I always hear actors say that there’s plenty of times where they thought the project or performance didn’t come together, and yet, they’ll walk down the street and hear about it all the time from people who love it.

Yes. That happens all the time; just all the time. But that’s the great thing about film and television and all of it, is that it’s so far reaching. One thing you do, you never know, could reach one person and be very meaningful to them or illuminate something about themselves. It’s a powerful thing.

One show that has reached people is American Horror Story. One of my favorite parts of last season was how [your character] Lana Winter could never catch a break. For the third season, does your character have better luck?

[Laughs] My new character? Well, luck? Hmm…I don’t know about that. She’s different than Lana. I feel that [my new character] Cordelia wants to be seen. Lana was more about ambition. It was also she was a woman in a man’s world and wanted to be taken seriously and wanted to be legitimized and felt that she was capable of more than she was being given credit for. Cordelia has some of those same ambitions. I think she definitely wants to be taken seriously.

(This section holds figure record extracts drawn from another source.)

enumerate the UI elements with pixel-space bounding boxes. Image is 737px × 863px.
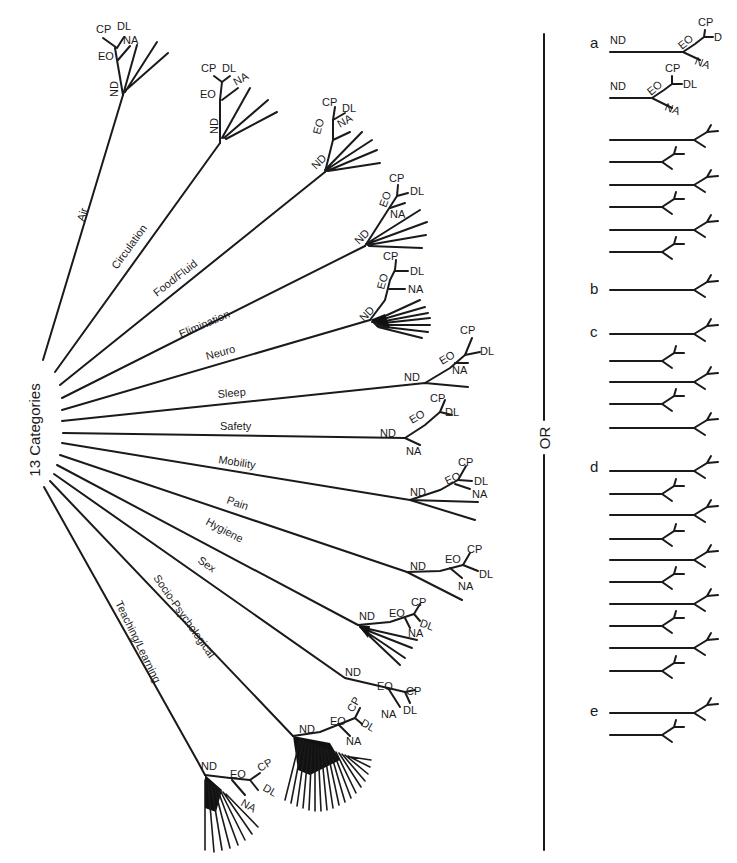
svg-text:NA: NA (458, 580, 474, 592)
svg-text:EO: EO (676, 32, 696, 52)
svg-text:NA: NA (693, 55, 712, 72)
svg-text:DL: DL (222, 62, 236, 74)
or-separator: OR (536, 34, 553, 850)
svg-text:ND: ND (410, 560, 426, 572)
branch-pain: CP DL NA EO ND Pain (60, 455, 493, 600)
svg-text:DL: DL (445, 406, 459, 418)
alternative-b: b (590, 275, 718, 297)
branch-mobility: CP DL NA EO ND Mobility (62, 443, 488, 520)
svg-text:NA: NA (390, 208, 406, 220)
svg-text:EO: EO (310, 117, 326, 136)
svg-text:D: D (714, 31, 722, 43)
diagram-title: 13 Categories (26, 383, 43, 476)
svg-text:NA: NA (335, 111, 355, 129)
svg-text:DL: DL (479, 568, 493, 580)
svg-text:EO: EO (200, 88, 216, 100)
svg-text:ND: ND (380, 427, 396, 439)
svg-text:Socio-Psychological: Socio-Psychological (151, 572, 217, 660)
svg-text:Circulation: Circulation (109, 222, 149, 271)
svg-text:EO: EO (389, 607, 405, 619)
alternative-c: c (590, 319, 718, 435)
svg-text:CP: CP (460, 324, 475, 336)
alternative-e: e (590, 698, 718, 742)
svg-text:NA: NA (381, 708, 397, 720)
svg-text:ND: ND (610, 80, 626, 92)
svg-text:DL: DL (474, 475, 488, 487)
branch-air: CP DL NA EO ND Air (43, 20, 168, 360)
svg-text:EO: EO (98, 50, 114, 62)
svg-text:Mobility: Mobility (218, 453, 257, 471)
svg-text:CP: CP (344, 695, 362, 714)
svg-text:c: c (590, 323, 598, 340)
svg-text:CP: CP (96, 23, 111, 35)
svg-text:DL: DL (403, 704, 417, 716)
diagram-canvas: 13 Categories CP DL NA EO ND Air CP DL N… (0, 0, 737, 863)
svg-text:DL: DL (410, 265, 424, 277)
svg-text:NA: NA (239, 796, 259, 814)
svg-text:CP: CP (322, 96, 337, 108)
svg-text:NA: NA (406, 445, 422, 457)
svg-text:NA: NA (452, 364, 468, 376)
svg-text:CP: CP (406, 685, 421, 697)
svg-text:ND: ND (345, 666, 361, 678)
alternative-d: d (590, 456, 718, 678)
svg-text:Sleep: Sleep (217, 386, 246, 400)
svg-text:EO: EO (230, 768, 246, 780)
svg-text:EO: EO (445, 553, 461, 565)
svg-text:Hygiene: Hygiene (204, 515, 245, 545)
svg-text:DL: DL (342, 102, 356, 114)
svg-text:ND: ND (108, 81, 120, 97)
svg-text:CP: CP (698, 16, 713, 28)
svg-text:ND: ND (610, 34, 626, 46)
svg-text:DL: DL (117, 20, 131, 32)
svg-text:e: e (590, 702, 598, 719)
svg-text:CP: CP (467, 543, 482, 555)
svg-text:Safety: Safety (220, 420, 252, 432)
svg-text:ND: ND (208, 118, 220, 134)
branch-sex: ND EO CP DL NA Sex (54, 474, 421, 720)
svg-text:DL: DL (359, 716, 377, 733)
svg-text:NA: NA (346, 735, 362, 747)
svg-text:ND: ND (201, 760, 217, 772)
svg-text:CP: CP (201, 62, 216, 74)
svg-text:NA: NA (408, 283, 424, 295)
svg-text:ND: ND (359, 610, 375, 622)
svg-text:EO: EO (443, 469, 463, 487)
svg-text:EO: EO (407, 407, 427, 426)
svg-text:CP: CP (430, 392, 445, 404)
svg-text:Elimination: Elimination (177, 308, 231, 340)
svg-text:CP: CP (383, 250, 398, 262)
svg-text:NA: NA (663, 101, 682, 118)
branch-safety: CP DL NA EO ND Safety (63, 392, 459, 457)
svg-text:EO: EO (330, 715, 346, 727)
svg-text:DL: DL (480, 345, 494, 357)
svg-text:NA: NA (408, 627, 424, 639)
svg-text:CP: CP (411, 596, 426, 608)
svg-text:ND: ND (404, 371, 420, 383)
svg-text:b: b (590, 280, 598, 297)
svg-text:Neuro: Neuro (204, 343, 236, 362)
svg-text:OR: OR (536, 427, 553, 450)
branch-circulation: CP DL NA EO ND Circulation (55, 62, 277, 372)
svg-text:CP: CP (255, 756, 274, 774)
svg-text:CP: CP (458, 456, 473, 468)
svg-text:DL: DL (261, 781, 279, 798)
svg-text:Pain: Pain (225, 494, 250, 513)
branch-teaching-learning: ND EO CP DL NA Teaching/Learning (44, 487, 279, 852)
svg-text:Sex: Sex (196, 554, 219, 575)
svg-text:ND: ND (299, 723, 315, 735)
svg-text:NA: NA (472, 488, 488, 500)
svg-text:DL: DL (410, 185, 424, 197)
svg-text:EO: EO (377, 680, 393, 692)
svg-text:ND: ND (410, 486, 426, 498)
svg-text:a: a (590, 34, 599, 51)
alternative-a-rows (610, 125, 718, 259)
svg-text:NA: NA (123, 34, 139, 46)
svg-text:EO: EO (645, 78, 665, 98)
svg-text:d: d (590, 458, 598, 475)
svg-text:Air: Air (74, 206, 90, 223)
alternative-a: a ND EO CP D NA ND EO CP DL NA (590, 16, 722, 117)
branch-neuro: CP DL NA EO ND Neuro (62, 250, 430, 410)
branch-sleep: CP DL NA EO ND Sleep (62, 324, 494, 421)
svg-text:Teaching/Learning: Teaching/Learning (113, 599, 163, 685)
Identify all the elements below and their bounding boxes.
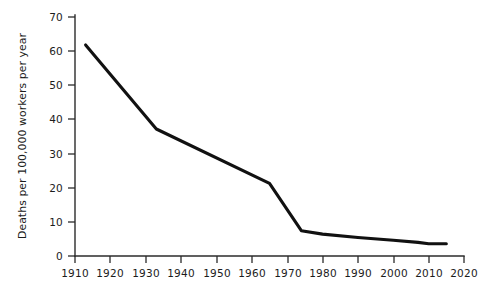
line-chart: 70 60 50 40 30 20 10 0 Deaths per 100,00… — [0, 0, 487, 292]
y-tick-label-0: 0 — [56, 250, 63, 262]
y-axis-tick-labels: 70 60 50 40 30 20 10 0 — [49, 11, 63, 262]
data-series-group — [86, 45, 447, 244]
x-tick-label-1970: 1970 — [274, 267, 302, 279]
chart-container: 70 60 50 40 30 20 10 0 Deaths per 100,00… — [0, 0, 487, 292]
x-axis-tick-labels: 1910 1920 1930 1940 1950 1960 1970 1980 … — [61, 267, 478, 279]
x-tick-label-2020: 2020 — [450, 267, 478, 279]
y-tick-label-60: 60 — [49, 45, 63, 57]
y-axis-title: Deaths per 100,000 workers per year — [16, 33, 29, 239]
y-axis-ticks — [68, 17, 75, 256]
y-tick-label-70: 70 — [49, 11, 63, 23]
y-tick-label-50: 50 — [49, 79, 63, 91]
x-tick-label-1940: 1940 — [167, 267, 195, 279]
y-tick-label-20: 20 — [49, 182, 63, 194]
x-tick-label-1930: 1930 — [132, 267, 160, 279]
x-tick-label-1990: 1990 — [344, 267, 372, 279]
x-tick-label-2010: 2010 — [415, 267, 443, 279]
x-axis-ticks — [75, 256, 464, 263]
x-tick-label-1980: 1980 — [309, 267, 337, 279]
x-tick-label-1910: 1910 — [61, 267, 89, 279]
y-tick-label-40: 40 — [49, 113, 63, 125]
x-tick-label-1950: 1950 — [203, 267, 231, 279]
x-tick-label-1920: 1920 — [96, 267, 124, 279]
y-tick-label-30: 30 — [49, 148, 63, 160]
x-axis-group: 1910 1920 1930 1940 1950 1960 1970 1980 … — [61, 256, 478, 279]
x-tick-label-2000: 2000 — [380, 267, 408, 279]
data-line-deaths-per-100000-workers — [86, 45, 447, 244]
y-axis-group: 70 60 50 40 30 20 10 0 Deaths per 100,00… — [16, 11, 75, 262]
x-tick-label-1960: 1960 — [238, 267, 266, 279]
y-tick-label-10: 10 — [49, 216, 63, 228]
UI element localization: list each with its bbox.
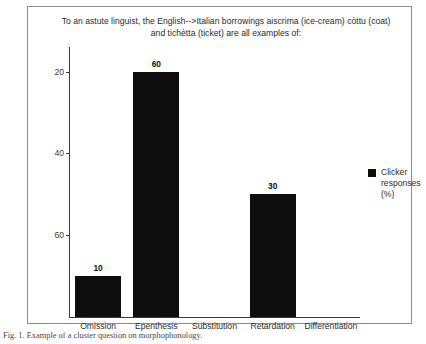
chart-frame: To an astute linguist, the English-->Ita… [27,6,412,324]
bar-value-label: 30 [250,181,296,191]
figure-caption: Fig. 1. Example of a cluster question on… [3,331,423,341]
bar-differentiation[interactable] [308,46,354,317]
y-axis-tick-mark [66,72,69,73]
bar-retardation[interactable]: 30 [250,46,296,317]
bar-value-label: 60 [133,59,179,69]
y-axis-line [69,47,70,318]
x-axis-label-epenthesis: Epenthesis [127,321,185,331]
x-axis-label-differentiation: Differentiation [302,321,360,331]
x-axis-line [69,317,360,318]
x-axis-label-substitution: Substitution [185,321,243,331]
y-axis-tick-label: 40 [54,148,64,158]
plot-area: 604020 106030 OmissionEpenthesisSubstitu… [69,47,360,318]
legend-swatch-icon [368,169,376,177]
y-axis-tick-mark [66,235,69,236]
x-axis-label-omission: Omission [69,321,127,331]
bar-rect[interactable] [75,276,121,317]
y-axis-tick-mark [66,153,69,154]
bar-omission[interactable]: 10 [75,46,121,317]
x-axis-label-retardation: Retardation [244,321,302,331]
y-axis-tick-label: 60 [54,230,64,240]
bar-rect[interactable] [250,194,296,317]
bar-rect[interactable] [133,72,179,317]
legend-label: Clickerresponses(%) [381,167,426,200]
y-axis-tick-label: 20 [54,67,64,77]
bar-substitution[interactable] [192,46,238,317]
bar-epenthesis[interactable]: 60 [133,46,179,317]
bar-value-label: 10 [75,263,121,273]
chart-title: To an astute linguist, the English-->Ita… [61,16,391,39]
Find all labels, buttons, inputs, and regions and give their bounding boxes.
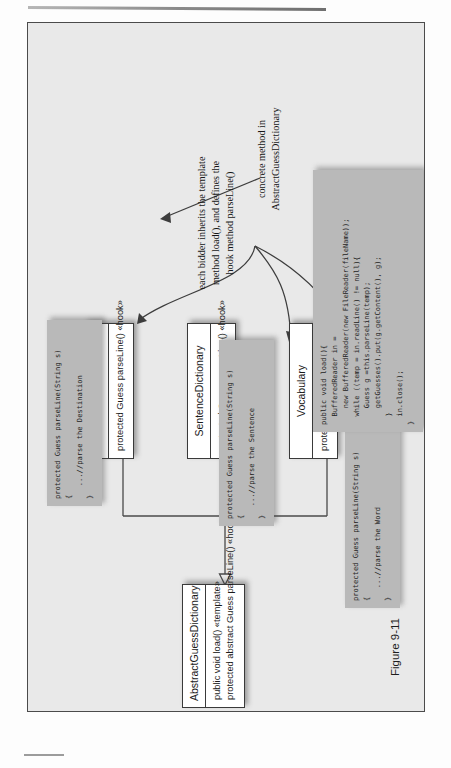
uml-class-name: Vocabulary — [290, 324, 313, 458]
uml-member: protected Guess parseLine() «hook» — [114, 331, 127, 451]
uml-class-members: protected Guess parseLine() «hook» — [109, 324, 133, 458]
uml-class-abstract-guess-dictionary[interactable]: AbstractGuessDictionary public void load… — [182, 584, 245, 708]
scanned-page: AbstractGuessDictionary public void load… — [0, 0, 451, 768]
uml-member: protected abstract Guess parseLine() «ho… — [224, 592, 237, 700]
figure-frame: AbstractGuessDictionary public void load… — [27, 22, 425, 712]
code-note-sentence-dictionary: protected Guess parseLine(String s) { ..… — [219, 340, 274, 526]
page-rule-top — [28, 6, 326, 11]
figure-caption: Figure 9-11 — [389, 618, 401, 676]
uml-class-name: AbstractGuessDictionary — [183, 585, 206, 707]
uml-class-members: public void load() «template» protected … — [206, 585, 244, 707]
annotation-concrete-method: concrete method in AbstractGuessDictiona… — [255, 84, 283, 234]
page-rule-bottom — [24, 754, 64, 756]
annotation-hook-method: each bidder inherits the template method… — [195, 134, 236, 312]
code-note-load-method: public void load(){ BufferedReader in = … — [313, 170, 423, 432]
code-note-vocabulary: protected Guess parseLine(String s) { ..… — [345, 422, 400, 608]
uml-class-diagram: AbstractGuessDictionary public void load… — [27, 22, 425, 712]
code-note-address-book: protected Guess parseLine(String s) { ..… — [47, 320, 102, 506]
uml-class-name: SentenceDictionary — [188, 324, 211, 458]
uml-member: public void load() «template» — [211, 592, 224, 700]
diagram-rotation-wrapper: AbstractGuessDictionary public void load… — [27, 22, 425, 712]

When you look at The Aversion Conversion sequences between Lana and Dr. Thredson, it’s played completely straight. It’s a show where you could be hammy, but is the intent always to play it as emotionally honest as you would, say, on a play?

I try to always do that. If it comes off campy or over-the-top hat’s partly because of the period and the smoking and the style. I always try to find the truthful place of it, because if was that [campy performance] approach, then it’s hollow and it doesn’t affect the audience as much and you don’t feel connected to it because you don’t feel that you are watching a real person. You feel like you are watching a caricature or some stereotype.

When it came to the Aversion Conversion Therapy scenes, I read that Ryan Murphy said to you, “I’m not sure you’d be comfortable with this.” Tying back earlier to the idea of an artist not having vanity, as a performer, is there a particular subject matter or scene that you wouldn’t be comfortable performing?

I don’t feel that when it comes to acting. A part of my job is to try and portray people as honestly as possible, flaws and all. There was an actress I ran into who read the script for 12 Years of Slave and said, “I can’t believe you played that part. I would never have been able to play that part.” I couldn’t understand what she meant. I thought just because I acted this way doesn’t mean I am this way in life, nor does it mean I support it or believe in it. This is my job.

It’s a good part, in a great movie, with great actors and a great director. Why would I not want to have that experience? Just because someone might not like me afterwards or someone who isn’t, perhaps, a complicated nuanced person might think I am that character? I can live with that because I’m an actress.

If you walk out of the film hating me, that means I did my job.

12 Years a Slave opens in theaters on October 18th.

Longtime FSR contributor Jack Giroux likes movies. He thinks they're swell.